Saved entries

*** Block opens ***

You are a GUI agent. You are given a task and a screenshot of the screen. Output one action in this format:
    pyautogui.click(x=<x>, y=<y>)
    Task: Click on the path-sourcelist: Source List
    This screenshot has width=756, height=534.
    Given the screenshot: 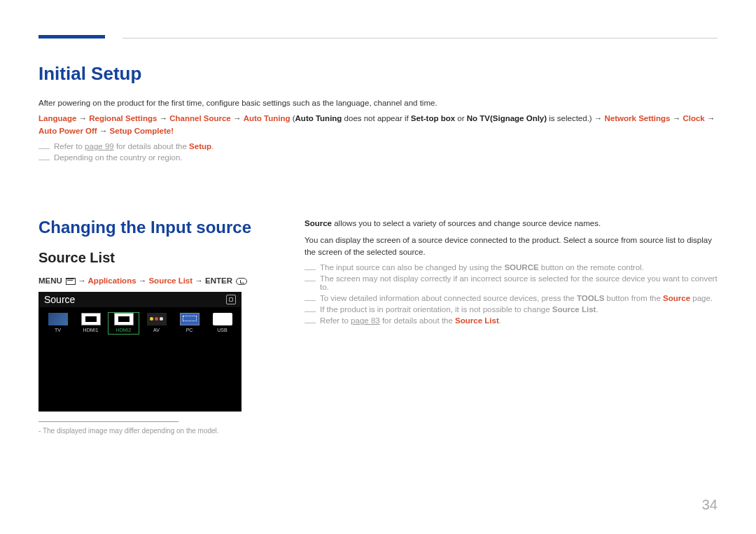 What is the action you would take?
    pyautogui.click(x=171, y=281)
    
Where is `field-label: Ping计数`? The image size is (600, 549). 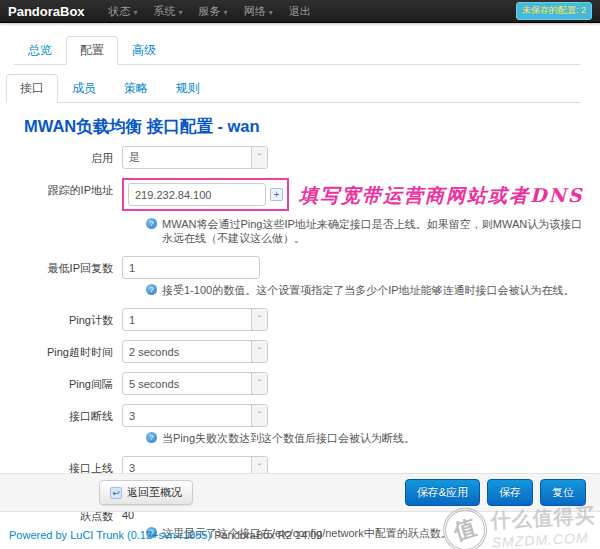 field-label: Ping计数 is located at coordinates (68, 318).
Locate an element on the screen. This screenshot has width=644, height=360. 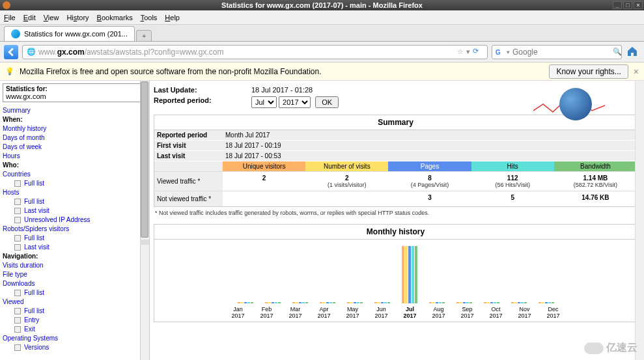
minimize-button: _ is located at coordinates (617, 5).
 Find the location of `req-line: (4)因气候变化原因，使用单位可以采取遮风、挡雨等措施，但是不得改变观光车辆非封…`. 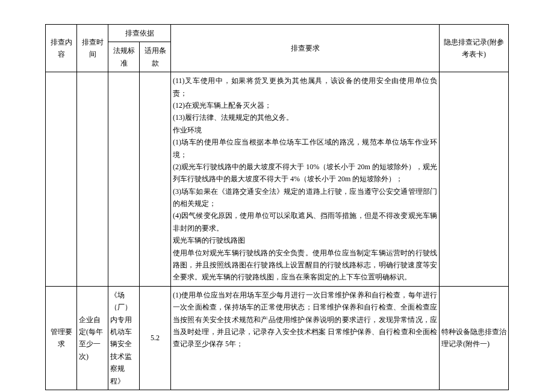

*** Block closes ***

**YOUR GOAL:**
Your job is to print exactly the lines that run from the top of the entries through the line with "This screenshot has width=756, height=534.", and no others.

**SOLUTION BELOW:**
You are a GUI agent. You are given a task and a screenshot of the screen. Output one action in this format:
    pyautogui.click(x=<x>, y=<y>)
    Task: Click on the path-sourcelist: Source List
    This screenshot has width=756, height=534.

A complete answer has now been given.